New call for GPs to relinquish independent contractor status

by

gp

General practitioners should give up their independent contractor status and become NHS employees, an Imperial researcher has suggested.

Professor Azeem Majeed, Head of the Department of Primary Care & Public Health at Imperial College London considers this radical alternative method of primary care funding in an editorial published today in the Journal of the Royal Society of Medicine.

Professor Majeed, who also works as a part-time GP in South London, suggests that the funding of primary care should also be modified in favour of methods that link workload more closely to funding.

Currently, GPs are paid according to capitation, meaning how many people are enrolled to them, regardless of how many people seek care. In the last few years GPs have seen a dramatic transformation in their circumstances with reduced funding and higher clinical and administrative workload.

Professor Azeem Majeed

Professor Azeem Majeed

Professor Majeed says: “Under the current capitation-based funding method, GPs face unrestricted demands for their services and on their time while having to operate on a fixed budget.”

When GPs are unable to cope with their workload, he says, pressure will increase on other parts of the NHS such as emergency departments, and affect access to primary care services and on how well GPs can manage patients with complex health needs.

If GPs gave up their independent contractor status, they could become NHS employees under similar employment terms to doctors working in hospitals. This could, says Professor Majeed, allow GPs and their staff to be employed on national NHS terms of service and overcome the divide between self-employed GP principals and salaried GPs.

Other options considered by Professor Majeed include the incorporation of tariff-based methods of funding in place of or in addition to capitation payments; the establishment of ‘super-partnerships’ involving the merger of general practices to allow the formation of larger primary care organisations; or greater collaboration between general practices via the formation of general practice networks or federations.

Based on a news release from the Royal Society of Medicine.

Reference

A. Majeed ‘General practice in the United Kingdom: meeting the challenges of the early 21st century’ Journal of the Royal Society of Medicine Friday 20 September 2013 DOI: 10.1177/0141076813504326

 

Reporter

Sam Wong

Sam Wong
School of Professional Development

Click to expand or contract

Contact details

Email: press.office@imperial.ac.uk
Show all stories by this author

Tags:

Health-policy
See more tags

Leave a comment

Your comment may be published, displaying your name as you provide it, unless you request otherwise. Your contact details will never be published.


▸ Activity
Look through the data that follows and say how many of its lines contain "People", giving the number only.

▸ Exercise data
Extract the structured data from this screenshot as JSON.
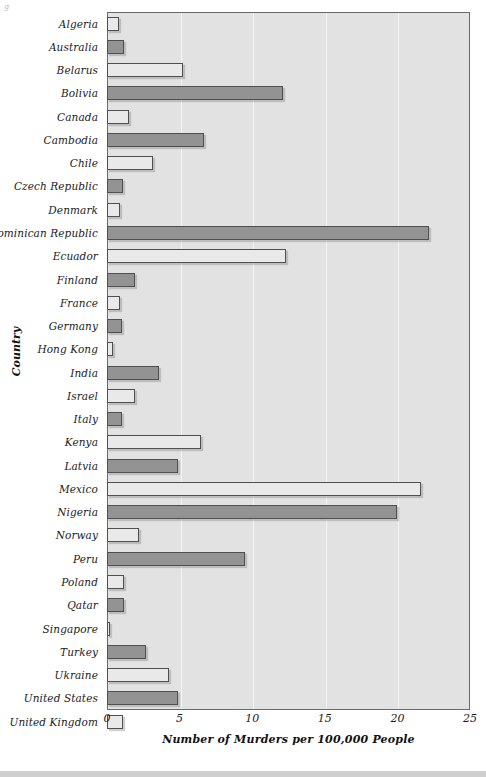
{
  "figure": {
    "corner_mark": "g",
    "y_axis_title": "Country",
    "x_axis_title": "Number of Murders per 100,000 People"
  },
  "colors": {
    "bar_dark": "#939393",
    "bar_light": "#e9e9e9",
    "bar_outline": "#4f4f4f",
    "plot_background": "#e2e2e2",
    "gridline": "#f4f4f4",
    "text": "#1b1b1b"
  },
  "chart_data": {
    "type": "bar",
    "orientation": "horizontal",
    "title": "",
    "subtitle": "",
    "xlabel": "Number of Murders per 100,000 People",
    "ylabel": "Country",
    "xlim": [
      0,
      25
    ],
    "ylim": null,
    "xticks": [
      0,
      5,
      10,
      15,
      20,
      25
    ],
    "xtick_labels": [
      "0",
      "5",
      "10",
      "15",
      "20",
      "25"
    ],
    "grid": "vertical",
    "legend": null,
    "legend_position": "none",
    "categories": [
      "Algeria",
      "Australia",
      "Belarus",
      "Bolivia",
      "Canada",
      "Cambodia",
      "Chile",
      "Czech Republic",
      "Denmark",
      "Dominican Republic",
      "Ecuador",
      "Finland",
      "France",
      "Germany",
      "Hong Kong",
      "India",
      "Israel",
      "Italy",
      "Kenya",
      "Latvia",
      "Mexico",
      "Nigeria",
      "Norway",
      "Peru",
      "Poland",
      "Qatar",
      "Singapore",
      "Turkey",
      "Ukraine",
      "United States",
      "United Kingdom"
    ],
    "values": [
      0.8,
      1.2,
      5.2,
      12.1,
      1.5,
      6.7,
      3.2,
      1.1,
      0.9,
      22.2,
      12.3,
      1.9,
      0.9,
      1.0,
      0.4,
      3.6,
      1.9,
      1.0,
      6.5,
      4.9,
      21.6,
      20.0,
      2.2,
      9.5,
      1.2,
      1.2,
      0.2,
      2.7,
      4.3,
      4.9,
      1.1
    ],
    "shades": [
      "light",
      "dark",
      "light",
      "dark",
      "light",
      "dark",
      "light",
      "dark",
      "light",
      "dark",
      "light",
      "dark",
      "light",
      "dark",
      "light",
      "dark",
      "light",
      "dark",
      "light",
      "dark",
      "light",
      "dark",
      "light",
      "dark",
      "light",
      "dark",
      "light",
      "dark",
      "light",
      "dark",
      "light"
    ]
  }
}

--

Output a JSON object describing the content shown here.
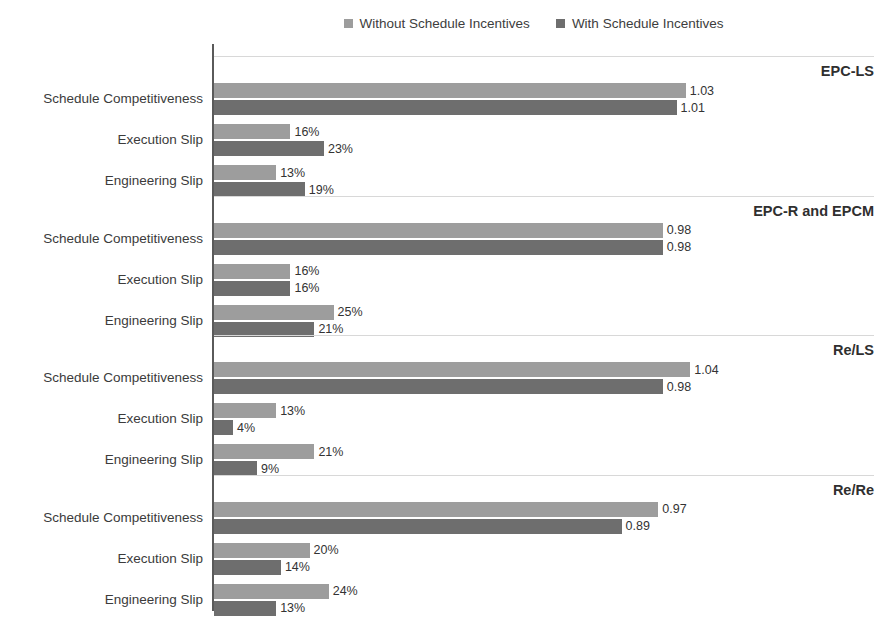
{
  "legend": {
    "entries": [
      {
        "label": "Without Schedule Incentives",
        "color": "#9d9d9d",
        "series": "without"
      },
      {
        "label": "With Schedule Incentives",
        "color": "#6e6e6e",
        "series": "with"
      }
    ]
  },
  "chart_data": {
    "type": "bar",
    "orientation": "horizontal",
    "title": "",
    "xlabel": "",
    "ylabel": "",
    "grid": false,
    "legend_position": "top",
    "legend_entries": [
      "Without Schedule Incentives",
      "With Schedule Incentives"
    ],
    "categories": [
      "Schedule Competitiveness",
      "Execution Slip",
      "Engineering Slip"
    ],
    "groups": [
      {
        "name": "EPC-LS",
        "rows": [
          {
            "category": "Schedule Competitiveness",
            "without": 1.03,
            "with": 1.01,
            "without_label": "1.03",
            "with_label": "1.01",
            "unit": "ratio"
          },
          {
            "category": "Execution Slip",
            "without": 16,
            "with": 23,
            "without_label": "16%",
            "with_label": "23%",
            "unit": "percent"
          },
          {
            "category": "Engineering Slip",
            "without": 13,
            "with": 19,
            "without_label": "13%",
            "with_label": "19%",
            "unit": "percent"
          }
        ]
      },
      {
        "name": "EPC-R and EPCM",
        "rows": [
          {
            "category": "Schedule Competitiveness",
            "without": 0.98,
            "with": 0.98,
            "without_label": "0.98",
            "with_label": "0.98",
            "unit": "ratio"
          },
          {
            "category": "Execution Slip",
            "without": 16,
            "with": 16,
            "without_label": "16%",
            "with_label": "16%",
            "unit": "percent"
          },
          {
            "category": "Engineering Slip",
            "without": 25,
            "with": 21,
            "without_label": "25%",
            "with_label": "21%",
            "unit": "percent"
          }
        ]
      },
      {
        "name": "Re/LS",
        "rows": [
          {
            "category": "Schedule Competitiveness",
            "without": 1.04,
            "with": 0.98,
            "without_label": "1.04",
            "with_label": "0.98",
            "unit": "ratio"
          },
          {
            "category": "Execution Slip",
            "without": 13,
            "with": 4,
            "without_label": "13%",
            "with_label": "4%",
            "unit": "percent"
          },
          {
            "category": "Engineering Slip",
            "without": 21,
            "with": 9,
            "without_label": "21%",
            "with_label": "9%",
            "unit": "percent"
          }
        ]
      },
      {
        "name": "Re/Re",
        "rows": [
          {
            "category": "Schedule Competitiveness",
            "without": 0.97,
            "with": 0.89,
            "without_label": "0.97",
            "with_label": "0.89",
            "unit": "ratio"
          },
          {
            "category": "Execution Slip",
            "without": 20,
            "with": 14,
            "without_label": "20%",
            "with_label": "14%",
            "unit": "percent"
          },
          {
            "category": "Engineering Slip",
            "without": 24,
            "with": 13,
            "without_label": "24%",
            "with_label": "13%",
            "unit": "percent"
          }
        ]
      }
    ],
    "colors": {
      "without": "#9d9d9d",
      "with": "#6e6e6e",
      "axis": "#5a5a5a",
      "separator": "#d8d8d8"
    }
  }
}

--

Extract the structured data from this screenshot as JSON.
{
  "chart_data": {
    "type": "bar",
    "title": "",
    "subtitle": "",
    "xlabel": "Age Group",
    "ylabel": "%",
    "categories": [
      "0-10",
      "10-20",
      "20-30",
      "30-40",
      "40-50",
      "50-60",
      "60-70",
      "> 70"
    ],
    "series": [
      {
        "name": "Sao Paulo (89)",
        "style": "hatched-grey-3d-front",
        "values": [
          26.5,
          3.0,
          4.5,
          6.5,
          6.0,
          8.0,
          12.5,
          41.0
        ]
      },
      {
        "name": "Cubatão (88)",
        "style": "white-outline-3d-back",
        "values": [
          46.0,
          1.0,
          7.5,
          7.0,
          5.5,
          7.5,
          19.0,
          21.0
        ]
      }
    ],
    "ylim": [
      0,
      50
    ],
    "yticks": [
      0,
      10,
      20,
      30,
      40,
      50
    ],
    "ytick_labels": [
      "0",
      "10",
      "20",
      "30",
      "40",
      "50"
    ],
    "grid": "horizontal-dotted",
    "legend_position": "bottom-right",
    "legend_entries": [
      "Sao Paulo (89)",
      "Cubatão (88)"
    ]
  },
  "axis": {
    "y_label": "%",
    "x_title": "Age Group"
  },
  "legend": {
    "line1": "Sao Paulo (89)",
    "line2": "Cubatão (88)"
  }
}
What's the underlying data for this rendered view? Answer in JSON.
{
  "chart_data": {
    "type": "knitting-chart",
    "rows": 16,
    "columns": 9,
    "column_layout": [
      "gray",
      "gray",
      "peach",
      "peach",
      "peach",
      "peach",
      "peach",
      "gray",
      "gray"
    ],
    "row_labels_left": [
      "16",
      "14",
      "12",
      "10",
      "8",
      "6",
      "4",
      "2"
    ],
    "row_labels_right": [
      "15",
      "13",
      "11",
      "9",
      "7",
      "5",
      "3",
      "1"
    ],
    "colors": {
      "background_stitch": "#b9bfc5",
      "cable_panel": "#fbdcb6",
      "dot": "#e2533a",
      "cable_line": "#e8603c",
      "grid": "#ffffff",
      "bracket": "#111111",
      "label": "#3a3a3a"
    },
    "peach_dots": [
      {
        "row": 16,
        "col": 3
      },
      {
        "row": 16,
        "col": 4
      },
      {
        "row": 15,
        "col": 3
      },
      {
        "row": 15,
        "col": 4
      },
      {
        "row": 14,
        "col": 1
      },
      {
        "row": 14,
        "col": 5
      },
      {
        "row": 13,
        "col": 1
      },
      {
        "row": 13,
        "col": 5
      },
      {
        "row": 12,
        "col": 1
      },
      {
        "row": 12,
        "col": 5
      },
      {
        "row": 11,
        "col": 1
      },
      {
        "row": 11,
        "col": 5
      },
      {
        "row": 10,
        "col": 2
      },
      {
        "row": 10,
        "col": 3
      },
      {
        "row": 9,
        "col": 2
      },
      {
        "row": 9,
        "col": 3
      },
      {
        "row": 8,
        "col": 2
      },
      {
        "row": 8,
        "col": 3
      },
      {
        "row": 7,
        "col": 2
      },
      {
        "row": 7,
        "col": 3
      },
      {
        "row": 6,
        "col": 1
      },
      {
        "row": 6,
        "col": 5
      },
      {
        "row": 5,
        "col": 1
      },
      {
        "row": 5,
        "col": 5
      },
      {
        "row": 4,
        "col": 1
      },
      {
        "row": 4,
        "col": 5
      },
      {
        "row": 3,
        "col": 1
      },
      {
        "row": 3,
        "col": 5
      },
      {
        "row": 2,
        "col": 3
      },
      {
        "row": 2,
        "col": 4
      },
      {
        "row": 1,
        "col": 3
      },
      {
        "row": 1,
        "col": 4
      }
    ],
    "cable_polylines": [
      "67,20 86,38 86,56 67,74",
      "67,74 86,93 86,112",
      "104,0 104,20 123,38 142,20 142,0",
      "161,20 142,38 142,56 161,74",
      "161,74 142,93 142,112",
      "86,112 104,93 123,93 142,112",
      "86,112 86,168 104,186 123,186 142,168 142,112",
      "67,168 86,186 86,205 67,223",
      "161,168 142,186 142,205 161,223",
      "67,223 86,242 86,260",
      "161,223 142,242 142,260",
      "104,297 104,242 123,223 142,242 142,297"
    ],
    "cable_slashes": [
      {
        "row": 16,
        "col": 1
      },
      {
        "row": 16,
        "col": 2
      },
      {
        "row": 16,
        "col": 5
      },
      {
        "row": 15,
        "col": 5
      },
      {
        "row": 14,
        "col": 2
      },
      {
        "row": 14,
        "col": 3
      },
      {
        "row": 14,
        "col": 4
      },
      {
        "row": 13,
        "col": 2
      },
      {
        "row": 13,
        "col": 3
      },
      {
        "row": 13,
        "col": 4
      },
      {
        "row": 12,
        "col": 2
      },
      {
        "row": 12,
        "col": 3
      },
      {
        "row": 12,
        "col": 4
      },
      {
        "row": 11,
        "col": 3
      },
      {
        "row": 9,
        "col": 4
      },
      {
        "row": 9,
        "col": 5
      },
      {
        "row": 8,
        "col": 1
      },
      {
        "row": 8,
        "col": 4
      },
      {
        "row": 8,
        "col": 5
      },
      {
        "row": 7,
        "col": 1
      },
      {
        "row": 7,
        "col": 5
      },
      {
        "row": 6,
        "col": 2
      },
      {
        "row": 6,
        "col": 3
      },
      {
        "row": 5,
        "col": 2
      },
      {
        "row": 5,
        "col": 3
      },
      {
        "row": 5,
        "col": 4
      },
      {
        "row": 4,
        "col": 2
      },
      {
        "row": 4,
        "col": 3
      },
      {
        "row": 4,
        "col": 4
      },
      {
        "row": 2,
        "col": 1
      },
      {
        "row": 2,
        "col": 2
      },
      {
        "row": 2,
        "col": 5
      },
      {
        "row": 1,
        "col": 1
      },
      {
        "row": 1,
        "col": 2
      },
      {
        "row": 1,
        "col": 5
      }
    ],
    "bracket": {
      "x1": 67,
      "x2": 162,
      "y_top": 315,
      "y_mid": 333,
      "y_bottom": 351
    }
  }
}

▸ Task result
2